At the core, an IPD approach employs productive, collaborative, and integrated teams of project stakeholders. These team members are grouped under principles that include shared risk and reward, value-based decision making, effective collaboration, trust, transparent processes, and the use of the best integration technologies available. The result is an opportunity for the project to operate as effectively and efficiently as possible. This approach requires all project participants to internalize and deliver on these nine IPD principles.

1. Mutual Benefit and Reward
Participants in the IPD team must all realize some sort of meaningful benefit or reward from the process. This can range from decreased change orders to an owner through more collaborative involvement in the project development, to shortened timeframes for the construction team from streamlined design coordination processes. Regardless, for IPD to be a success, all the participants should realize a tangible benefit.

2. Early Involvement of Key Participants
In an IPD project, it is essential to involve all stakeholders from as early in the project as possible. Cambridge uses scoping documents, best practices, lessons learned, input from their internal staff, and owner input to ensure early involvement from key project participants in included.

3. Mutual Respect and Trust
The IPD requires all project participants, including the owner(s), the general contractor, the design team, and the sub-contractors to be dedicated to the team approach and all value the contributions of the other team members. This is the foundation that the IPD approach relies on.

4. Early Goal Definition
Setting the project goals early is essential to ensuring the project stays on track. To that end, Cambridge often starts all projects with a scoping phase to help set project parameters, from programmatic needs to preliminary plans, pricing, and schedules.

5. Open Communication
Open and honest communication must be pursued as the ideal. The focus of this approach on team performance relies on direct, open, and honest communication among all the team members. There must be a focus on a no-blame culture with a focus on identifying issues and resolving them. Less focus should be directed toward blame and liability. Disagreements and disputes should be noted as they occur and be dealt with quickly to maintain forward momentum.

6. Intensified Planning
The goal with IPD is to expend an increased effort on the design approach to help minimize the more expensive construction effort. The thrust should not necessarily be to reduce design effort but to minimize added cost(s) to construction field changes.

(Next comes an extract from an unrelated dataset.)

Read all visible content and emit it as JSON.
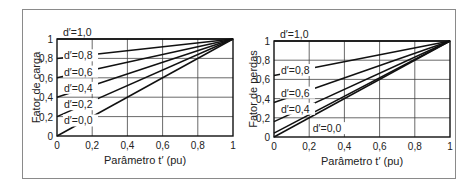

7. Organizational Leadership
Each project has a specific team created to deliver it, and within it, specific responsibilities are assigned based on the individual’s roles and competencies. At Cambridge, as a part of the project kick-off meeting, we set up a project responsibility table. This sets out who the critical team members are, and more importantly, what their responsibilities are. Within Cambridge, the Project Manager delegates responsibility for many tasks to the owner, design sub-consultants, etc. Their over-arching responsibility to the project schedule and budget keep tabs on these tasks while ensuring they are not creating artificial barriers that chill open communication.

8. Appropriate Technology
IPD requires a high level of coordination, which extends to how information, data, and work product is compiled and shared. To that end, Cambridge uses Sage Project center to centralize the project database including project billing, all construction paperwork, meeting minutes, as well as formal correspondence. On the design side, we prefer to use BIM compliant programs, such as Autodesk’s Revit which allows for increased collaboration and coordination between the design and construction sub-contractors.

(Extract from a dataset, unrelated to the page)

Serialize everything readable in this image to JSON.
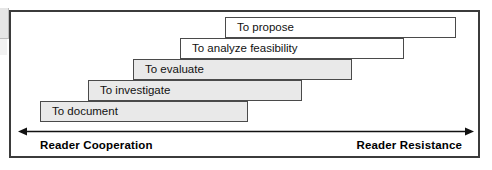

9. Collaborative Innovation and Decision Making
In any Cambridge project, we value innovative ideas that will deliver a better project for the end-user, regardless of their role in the project. These key decisions should be made by the entire project team, and where possible, a unanimous agreement should be the goal. Care is taken to listen to all ideas and give them due consideration. Even if they prove unworkable or not preferred by the end-user, the very exercise of taking in a new idea, vetting it, and determining whether or not it will work has value.

The more traditional project delivery systems will continue to rely on their silos while always having inefficiencies when there are hand-offs between those silos. The IPD approach attempts to strategically realign the team members and their roles and involvement to utilize their competencies and skills at the appropriate stages in the project.

No project delivery approach is without risks. The goal of IPD is to best minimize those risks by involving as many stakeholders in the process in a meaningful way. By taking a collaborative Integrated Project Delivery approach to conceptualizing, designing, and constructing projects, Cambridge strives to empower all the project team members to make their most impactful and effective contribution to the project.